In a world where social media has arrived centerstage because it breaks the wall between community activity and trusted information and allows the best of each to be promoted by the other, why in the world would twitter take the retrograde step of hiding from view public comments from your friends addressed to people you don’t know yet? Here’s a rundown from ReadWriteWeb of the problem with this (found thanks to tweeting by JayRosen).
I’m trying to think of the best analogy for this. A party where no one you didn’t know could come? Or one where your friends could bring their interesting friends but you couldn’t talk to them or get their phone numbers? Or maybe one where only your friends can come to the party, but they can text with their friends across town?
In a comment, Michael points out that strictly-defined twitter “replies,” have never been especially popular reading among the “non-targets” of the replies, which he seems to base on the fact that only 2% of users selected the filter.
I may need to understand more because that doesn’t seem like the point. The serendipity of new interesting people is never the MOST important thing in a public commons like twitter. It’s an essential THIRD or FOURTH most important thing. Like the tweet from @ScottHepburn cited on ReadWriteWeb suggests, you may not go to a loud bar to meet strangers, but it feels lame taking your friends to an empty bar.
For the change by twitter to make sense, we have to assume that social twitter norms are firmly established and the public use of @replies to address a single person are somehow understood as “not for the rest of us,” while the use of @mentions (cites or recommendations of people LATER in your 140 characters but not used as a form of address at the START of the message) is also firmly understood as “now you may click here.”
If twitter thought this distinction was so clear, why did they recently change users’ own “@replies” button to “@yourname” and include BOTH mentions and “direct address” messages in one list for you?
The whole thing’s stupid – and one is tempted to agree with the post I saw speculating that twitter is trying to save server space (or something similar – since I don’t know their setup at all and perhaps it doesn’t even save any).
UPDATE: Apparently scalability is a big part of it, and, to twitter’s credit, they’re already looking at alternatives that will “bring back some serendipity and discovery.”
Twitter is the latest Internet innovation whose new modalities and high profile are helping technology to change old models of information and communication. Why would they want to tie an anchor to its leg now and act like it’s a chatroom?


# EXERCISE
Retype all entries exactly, skipping pictures.

DATA SHOWN Block Start

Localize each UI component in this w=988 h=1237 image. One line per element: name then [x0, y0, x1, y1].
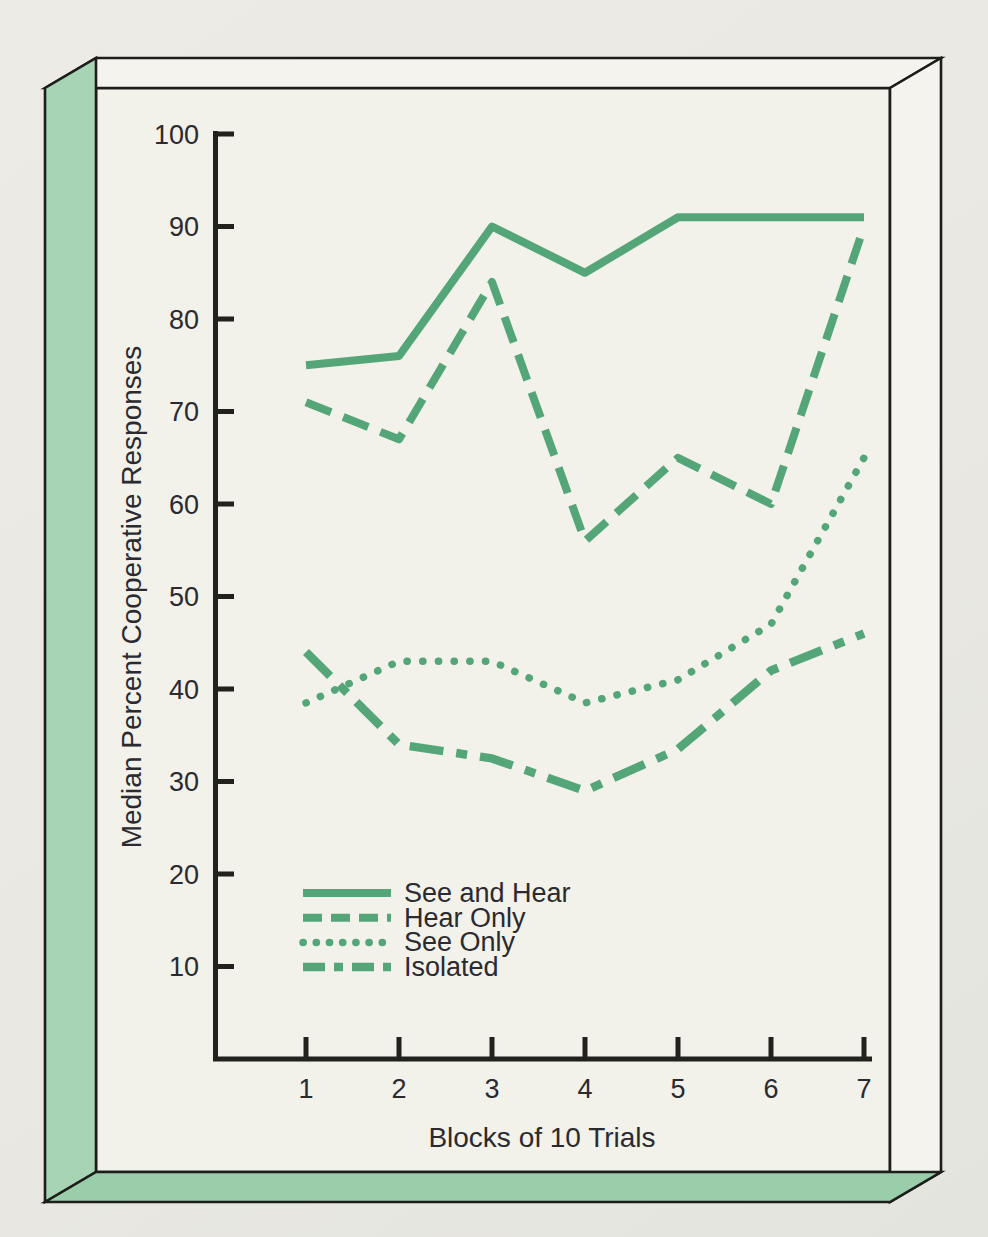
x-tick-label: 7 — [856, 1074, 871, 1104]
y-tick-label: 90 — [169, 212, 199, 242]
scanned-page: 1009080706050403020101234567Median Perce… — [0, 0, 988, 1237]
y-tick-label: 60 — [169, 490, 199, 520]
y-tick-label: 70 — [169, 397, 199, 427]
x-tick-label: 1 — [298, 1074, 313, 1104]
y-axis-title: Median Percent Cooperative Responses — [116, 346, 147, 849]
x-tick-label: 4 — [577, 1074, 592, 1104]
frame-bottom-face — [45, 1172, 941, 1202]
y-tick-label: 30 — [169, 767, 199, 797]
y-tick-label: 80 — [169, 305, 199, 335]
frame-left-face — [45, 58, 96, 1202]
cooperation-line-chart-figure: 1009080706050403020101234567Median Perce… — [0, 0, 988, 1237]
frame-top-face — [45, 58, 941, 88]
y-tick-label: 20 — [169, 860, 199, 890]
y-tick-label: 40 — [169, 675, 199, 705]
x-tick-label: 6 — [763, 1074, 778, 1104]
x-tick-label: 3 — [484, 1074, 499, 1104]
x-axis-title: Blocks of 10 Trials — [428, 1122, 655, 1153]
y-tick-label: 10 — [169, 952, 199, 982]
legend-label-isolated: Isolated — [404, 952, 499, 982]
y-tick-label: 100 — [154, 120, 199, 150]
x-tick-label: 5 — [670, 1074, 685, 1104]
frame-right-face — [890, 58, 941, 1202]
y-tick-label: 50 — [169, 582, 199, 612]
x-tick-label: 2 — [391, 1074, 406, 1104]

DATA SHOWN Block End

# SOLVED EXERCISE
Localize each UI component in this w=988 h=1237 image. One line per element: name then [x0, y0, x1, y1].
x-tick-label: 7 — [856, 1074, 871, 1104]
y-tick-label: 90 — [169, 212, 199, 242]
scanned-page: 1009080706050403020101234567Median Perce… — [0, 0, 988, 1237]
y-tick-label: 60 — [169, 490, 199, 520]
y-tick-label: 70 — [169, 397, 199, 427]
x-tick-label: 1 — [298, 1074, 313, 1104]
y-axis-title: Median Percent Cooperative Responses — [116, 346, 147, 849]
x-tick-label: 4 — [577, 1074, 592, 1104]
frame-bottom-face — [45, 1172, 941, 1202]
y-tick-label: 30 — [169, 767, 199, 797]
y-tick-label: 80 — [169, 305, 199, 335]
frame-left-face — [45, 58, 96, 1202]
cooperation-line-chart-figure: 1009080706050403020101234567Median Perce… — [0, 0, 988, 1237]
frame-top-face — [45, 58, 941, 88]
y-tick-label: 20 — [169, 860, 199, 890]
y-tick-label: 40 — [169, 675, 199, 705]
x-tick-label: 6 — [763, 1074, 778, 1104]
x-tick-label: 3 — [484, 1074, 499, 1104]
x-axis-title: Blocks of 10 Trials — [428, 1122, 655, 1153]
y-tick-label: 10 — [169, 952, 199, 982]
legend-label-isolated: Isolated — [404, 952, 499, 982]
y-tick-label: 100 — [154, 120, 199, 150]
x-tick-label: 5 — [670, 1074, 685, 1104]
frame-right-face — [890, 58, 941, 1202]
y-tick-label: 50 — [169, 582, 199, 612]
x-tick-label: 2 — [391, 1074, 406, 1104]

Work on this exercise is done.